Donald Trump's budget proposal slashes Middle Eastern aid funding by 80% while he visits the region

US President Donald Trump attends the Arab Islamic American Summit at the King Abdulaziz Conference Centre in Riyadh on 21 May 2017: AFP/Getty Images
US President Donald Trump attends the Arab Islamic American Summit at the King Abdulaziz Conference Centre in Riyadh on 21 May 2017: AFP/Getty Images

Donald Trump was the guest of honour at a summit in the Saudi Arabian capital of Riyadh last week attended by the kings, clerics and other representatives of 50 Muslim nations.

While the US president delivered what he said was a “message of friendship and hope and love” to the Arab world, it appears Mr Trump is not willing to put his money where his mouth is: on Tuesday his administration moved to slash its Middle East and North Africa aid budget by up to 80 per cent.

Mr Trump reiterated his desire to build a safer and more prosperous world, and strike the “ultimate deal” of Arab-Israeli peace during his four-day stint in Saudi Arabia, Israel and the West Bank, during which he paid his respects at Jerusalem’s holy sites.

But as he and wife Melania boarded Air Force One on the fourth and final day of the Middle East leg of his maiden trip abroad as president, back in Washington DC, 2018 fiscal year proposals released by the White House unveiled proposed drastic cuts to the US’ diplomacy and foreign aid budgets.

The plans, first announced in March, aim to reduce spending on the State Department and USAID by 28 per cent, while increasing funds for military programmes.

Under the budget proposals the Palestinian Territories would receive a 4.6 per cent rise for both the West Bank and Gaza - a total of $215m (£168m) for fiscal year 2018 - and Israel’s current $3.1bn (£2.4bn) security aid package preserved.

Syria, Iraq and Libya would also receive increased aid spending, the 400-page proposal says, as the administration seeks to more closely link aid with the US’ national security objectives.

Overall, though, Middle East and North African countries would see their assistance slashed by $850 million (£656 million), estimates from thinktank the Project on Middle East Democracy said.

The planned budget “acknowledges that US diplomacy engagement and aid programmes must be more efficient and more effective, and that advancing our national security, our economic interests, and our values will remain our primary mission,” Secretary of State Rex Tillerson said in a statement.

Almost half of the money currently earmarked for economic development would be axed, while anti-terrorism and military training resources would be kept.

While Jordan’s King Abdullah is the only Middle Eastern leader to have been invited to meet the president in DC twice so far, Jordan - which hosts more than 1.4 million Syrian refugees - would have its aid slashed by 21.7 per cent.

Lebanon, where one in four of the population is now Syrian, would have its budget cut by 22.7 per cent, and Yemen - currently embroiled in a two-year-long civil war, and where the UN estimates more than half of the 27million strong population is food insecure - would see its aid reduced by 16.8 per cent.

Morocco would also be badly affected by a security assistance drop by 65 per cent and economic assistance cut by one third, as would Bahrain, which would see an 86 per cent drop in security assistance.

Other swingeing cuts target health programmes worldwide, which face a 25 per cent decrease in funding, as well as food security institutions, women’s issues programmes and climate change initiatives.

Some of the savings will go towards a new $200 million (£154 million) global military financial assistance budget to give the State Department the flexibility to shore up security where it sees fit, rather than tying the budget to loans and grants for specific countries.

Earlier this year more than 120 retired US generals and admirals wrote to Congress urging the body to fully fund diplomacy and foreign aid, arguing the functions were “critical to keeping America safe.”

Congress is highly unlikely to approve the Trump administration’s proposals in their current form.

The budget plans have already faced bipartisan opposition among politicians. Republican Senator Lindsey Graham called the leaked documents “dead on arrival".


### Problem requirements
Can you print the data exactly and leave out each image?

(Beginning of Extracted material)

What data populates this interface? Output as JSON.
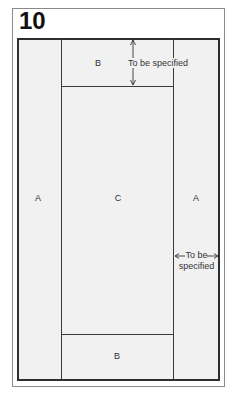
{
  "figure": {
    "number": "10",
    "regions": {
      "a_left": "A",
      "a_right": "A",
      "b_top": "B",
      "b_bottom": "B",
      "c_center": "C"
    },
    "dimension_labels": {
      "top": "To be specified",
      "side_line1": "To be",
      "side_line2": "specified"
    },
    "colors": {
      "frame": "#8a8a8a",
      "border": "#2e2e2e",
      "fill": "#f1f1f1"
    }
  }
}
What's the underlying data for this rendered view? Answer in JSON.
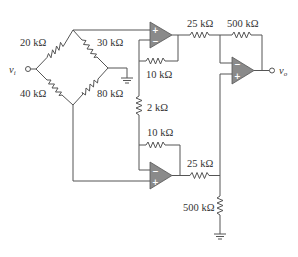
{
  "diagram": {
    "type": "circuit-schematic",
    "input": {
      "symbol": "v",
      "subscript": "i"
    },
    "output": {
      "symbol": "v",
      "subscript": "o"
    },
    "bridge": {
      "r_top_left": "20 kΩ",
      "r_top_right": "30 kΩ",
      "r_bottom_left": "40 kΩ",
      "r_bottom_right": "80 kΩ"
    },
    "first_stage": {
      "r_feedback_top": "10 kΩ",
      "r_gain": "2 kΩ",
      "r_feedback_bottom": "10 kΩ"
    },
    "second_stage": {
      "r_in_top": "25 kΩ",
      "r_feedback": "500 kΩ",
      "r_in_bottom": "25 kΩ",
      "r_ground": "500 kΩ"
    },
    "opamp_signs": {
      "plus": "+",
      "minus": "−"
    },
    "colors": {
      "wire": "#555555",
      "opamp_fill": "#8a8a8a",
      "text": "#333333",
      "background": "#ffffff"
    }
  }
}
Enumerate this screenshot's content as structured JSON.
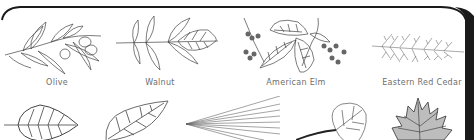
{
  "card": {
    "border_color": "#1a1a1a",
    "background": "#ffffff"
  },
  "leaves_row1": [
    {
      "name": "Olive",
      "icon": "olive-branch-icon",
      "label_x": 57
    },
    {
      "name": "Walnut",
      "icon": "walnut-leaf-icon",
      "label_x": 160
    },
    {
      "name": "American Elm",
      "icon": "american-elm-branch-icon",
      "label_x": 296
    },
    {
      "name": "Eastern Red Cedar",
      "icon": "eastern-red-cedar-sprig-icon",
      "label_x": 422
    }
  ],
  "leaves_row2": [
    {
      "icon": "birch-leaf-icon"
    },
    {
      "icon": "willow-oak-leaf-icon"
    },
    {
      "icon": "pine-needles-icon"
    },
    {
      "icon": "aspen-leaf-icon"
    },
    {
      "icon": "maple-leaf-icon"
    }
  ],
  "colors": {
    "label_text": "#6e6e6e",
    "line_art": "#444444"
  }
}
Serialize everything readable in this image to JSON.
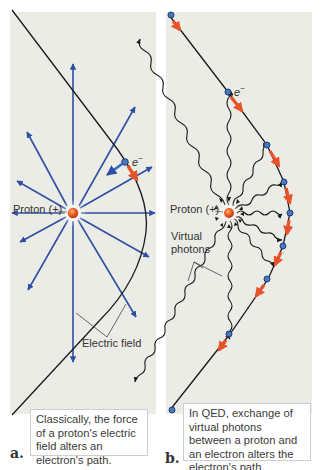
{
  "panel_a": {
    "letter": "a.",
    "proton_label": "Proton (+)",
    "electron_label": "e",
    "electron_charge": "−",
    "field_label": "Electric field",
    "caption": "Classically, the force of a proton's electric field alters an electron's path."
  },
  "panel_b": {
    "letter": "b.",
    "proton_label": "Proton (+)",
    "electron_label": "e",
    "electron_charge": "−",
    "photons_label_line1": "Virtual",
    "photons_label_line2": "photons",
    "caption": "In QED, exchange of virtual photons between a proton and an electron alters the electron's path."
  },
  "colors": {
    "panel_background": "#ecece7",
    "field_arrow": "#2e4fa3",
    "path_line": "#1a1a1a",
    "force_arrow": "#e8532a",
    "proton": "#e5541f",
    "electron": "#4a78c0",
    "caption_border": "#c9cfd4"
  }
}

(End of Extracted material)

### Your response
What data populates this interface? Output as JSON.
{
  "figure": {
    "number": "10",
    "regions": {
      "a_left": "A",
      "a_right": "A",
      "b_top": "B",
      "b_bottom": "B",
      "c_center": "C"
    },
    "dimension_labels": {
      "top": "To be specified",
      "side_line1": "To be",
      "side_line2": "specified"
    },
    "colors": {
      "frame": "#8a8a8a",
      "border": "#2e2e2e",
      "fill": "#f1f1f1"
    }
  }
}
What's the underlying data for this rendered view? Answer in JSON.
{
  "diagram": {
    "type": "circuit-schematic",
    "input": {
      "symbol": "v",
      "subscript": "i"
    },
    "output": {
      "symbol": "v",
      "subscript": "o"
    },
    "bridge": {
      "r_top_left": "20 kΩ",
      "r_top_right": "30 kΩ",
      "r_bottom_left": "40 kΩ",
      "r_bottom_right": "80 kΩ"
    },
    "first_stage": {
      "r_feedback_top": "10 kΩ",
      "r_gain": "2 kΩ",
      "r_feedback_bottom": "10 kΩ"
    },
    "second_stage": {
      "r_in_top": "25 kΩ",
      "r_feedback": "500 kΩ",
      "r_in_bottom": "25 kΩ",
      "r_ground": "500 kΩ"
    },
    "opamp_signs": {
      "plus": "+",
      "minus": "−"
    },
    "colors": {
      "wire": "#555555",
      "opamp_fill": "#8a8a8a",
      "text": "#333333",
      "background": "#ffffff"
    }
  }
}
Enumerate this screenshot's content as structured JSON.
{
  "card": {
    "border_color": "#1a1a1a",
    "background": "#ffffff"
  },
  "leaves_row1": [
    {
      "name": "Olive",
      "icon": "olive-branch-icon",
      "label_x": 57
    },
    {
      "name": "Walnut",
      "icon": "walnut-leaf-icon",
      "label_x": 160
    },
    {
      "name": "American Elm",
      "icon": "american-elm-branch-icon",
      "label_x": 296
    },
    {
      "name": "Eastern Red Cedar",
      "icon": "eastern-red-cedar-sprig-icon",
      "label_x": 422
    }
  ],
  "leaves_row2": [
    {
      "icon": "birch-leaf-icon"
    },
    {
      "icon": "willow-oak-leaf-icon"
    },
    {
      "icon": "pine-needles-icon"
    },
    {
      "icon": "aspen-leaf-icon"
    },
    {
      "icon": "maple-leaf-icon"
    }
  ],
  "colors": {
    "label_text": "#6e6e6e",
    "line_art": "#444444"
  }
}
Serialize everything readable in this image to JSON.
{
  "panel_a": {
    "letter": "a.",
    "proton_label": "Proton (+)",
    "electron_label": "e",
    "electron_charge": "−",
    "field_label": "Electric field",
    "caption": "Classically, the force of a proton's electric field alters an electron's path."
  },
  "panel_b": {
    "letter": "b.",
    "proton_label": "Proton (+)",
    "electron_label": "e",
    "electron_charge": "−",
    "photons_label_line1": "Virtual",
    "photons_label_line2": "photons",
    "caption": "In QED, exchange of virtual photons between a proton and an electron alters the electron's path."
  },
  "colors": {
    "panel_background": "#ecece7",
    "field_arrow": "#2e4fa3",
    "path_line": "#1a1a1a",
    "force_arrow": "#e8532a",
    "proton": "#e5541f",
    "electron": "#4a78c0",
    "caption_border": "#c9cfd4"
  }
}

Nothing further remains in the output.